Choke Point

In threatening to close the Strait of Hormuz, Iran is risking more than war. It just might make the vitally important oil shipping route irrelevant.

BY GAL LUFT | JULY 19, 2012

One hundred years ago this week, five Italian torpedo boats conducted a raid in the Straits of Dardanelles, a long, narrow body of water connecting the Aegean Sea to the Sea of Marmara -- then the world's most important shipping passage. It was the height of the Italo-Turkish War, a precursor to World War I, and the Young Turks in Constantinople responded by playing their trump card: They closed the strait to international shipping intermittently for a few weeks by deploying their warships. But instead of aiding the war effort -- the Turks eventually lost control of their Libyan provinces -- the closure had disastrous consequences for the Ottoman Empire.

At the time, the Russians sent 90 percent of their grain exports through the Turkish Straits out into the Mediterranean. Closure of the Dardanelles thus meant that millions of tons of grain were spoiled, bringing ruin to Russia's agricultural economy and reducing its export revenues for the year by 30 percent. The lesson for Tsar Nicholas II: never allow a foreign power to hold the key to your prosperity. From that point onward, Russia's foreign policy in the lead-up to World War I was laser-focused on one objective: accelerating the demise of the Ottoman Empire and inheriting control over Constantinople and the Straits.

Fast forward 100 years and free passage through another strategic strait, the Strait of Hormuz, is endangered. This time it is the disruption of the oil supply, not grain, that has great powers vexed, and it is Iran that's doing the threatening. Meanwhile, Saudi Arabia and its Sunni neighbors -- with China's help -- are assuming Russia's role in altering the world's geopolitics.

Today, Iran's economy is in shambles. Its oil exports have plummeted by nearly 50 percent since last year because of U.S. and European sanctions, while its annual inflation rate has surpassed 30 percent and its currency has declined by 50 percent against the dollar. And the more desperate the Iranians become, the more aggressively they threaten to block the Strait of Hormuz, through which 40 percent of the world's seaborne oil passes each day.

In late June, the commander of the Iranian army's ground forces, Brig. Gen. Ahmad Reza Pourdastan said that "if conditions arise in which the Iranian nation feels threatened, it will use all [its] means of pressure, including in the Strait of Hormuz" -- a sentiment that his superior, Maj.
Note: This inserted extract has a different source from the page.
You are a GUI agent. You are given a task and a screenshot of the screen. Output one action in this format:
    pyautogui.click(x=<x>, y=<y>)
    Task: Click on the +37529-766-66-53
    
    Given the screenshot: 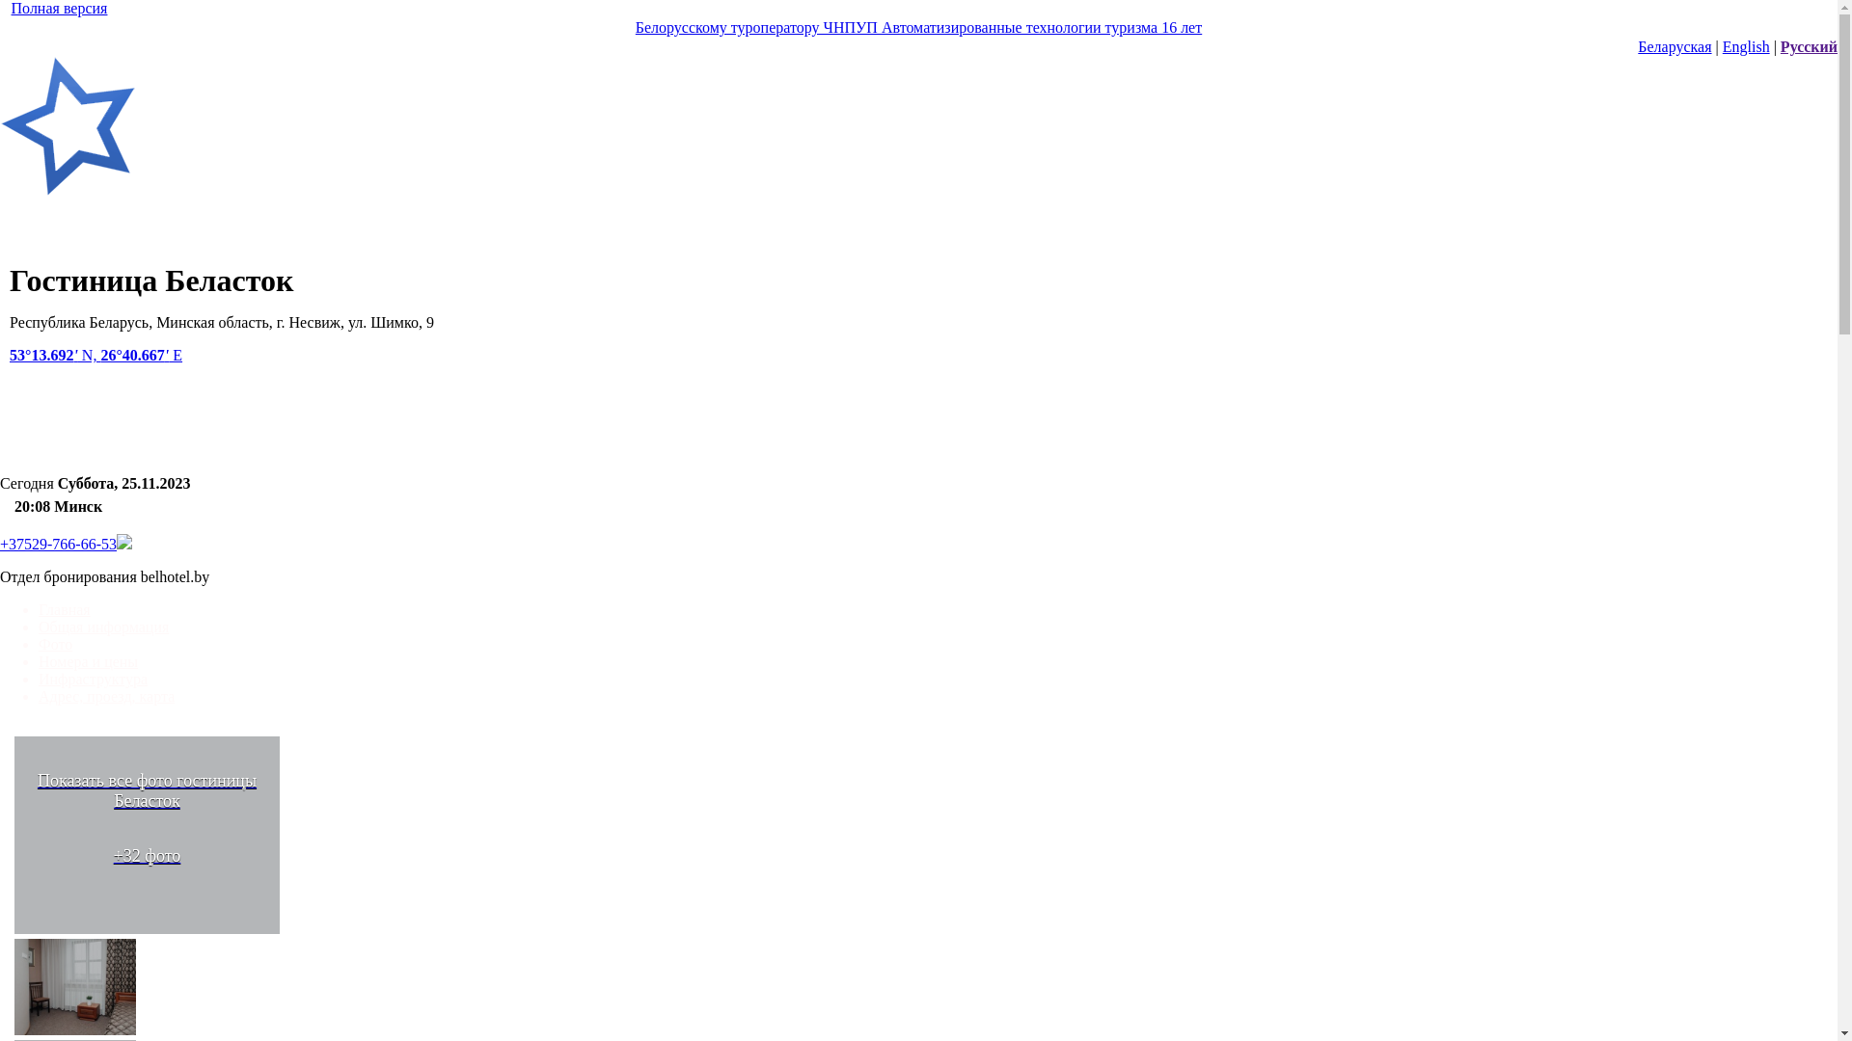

Gen. Seyed Hassan Firouzabadi, echoed a few days later. Iranian naval officials have confirmed that they have already installed sea-to-sea missiles on small, speedy patrol vessels with advanced maneuvering capabilities. Later this month, Iran's parliament is scheduled to vote on a bill to block passage through the Strait to oil tankers linked to countries applying new European Union (EU) sanctions -- a measure that would apply to 27 EU counties and the United States and violate the Law of the Sea Treaty, which permits passage through the Strait in both directions even though part of the navigation route falls within Iran's territorial waters.

So far, Iran's threats have invited yawns from the oil market, which seems to be more concerned about declining demand from stagnant economies than a drop in supply. (Oil prices have dropped nearly 20 percent since April.) And there are good reasons to think Iran is bluffing: At its narrowest, the Strait is about 25 miles wide -- a fact that even the most neurotic traders seem to have grasped. Blocking an area as wide as Singapore will require a vast and sustained naval effort that the Iranians cannot muster. To be sure, they could mine coastal waters and harass the occasional vessel, but closing the Strait for a meaningful length of time is a far-fetched scenario that would undoubtedly trigger a swift and decisive U.S. military response. Yet Tehran would have us think otherwise.

ATTA KENARE/AFP/GettyImages

 SUBJECTS: ENERGY, OIL, IRAN, MIDDLE EAST
 

Gal Luft is co-director of the Institute for the Analysis of Global Security and senior advisor to the United States Energy Security Council.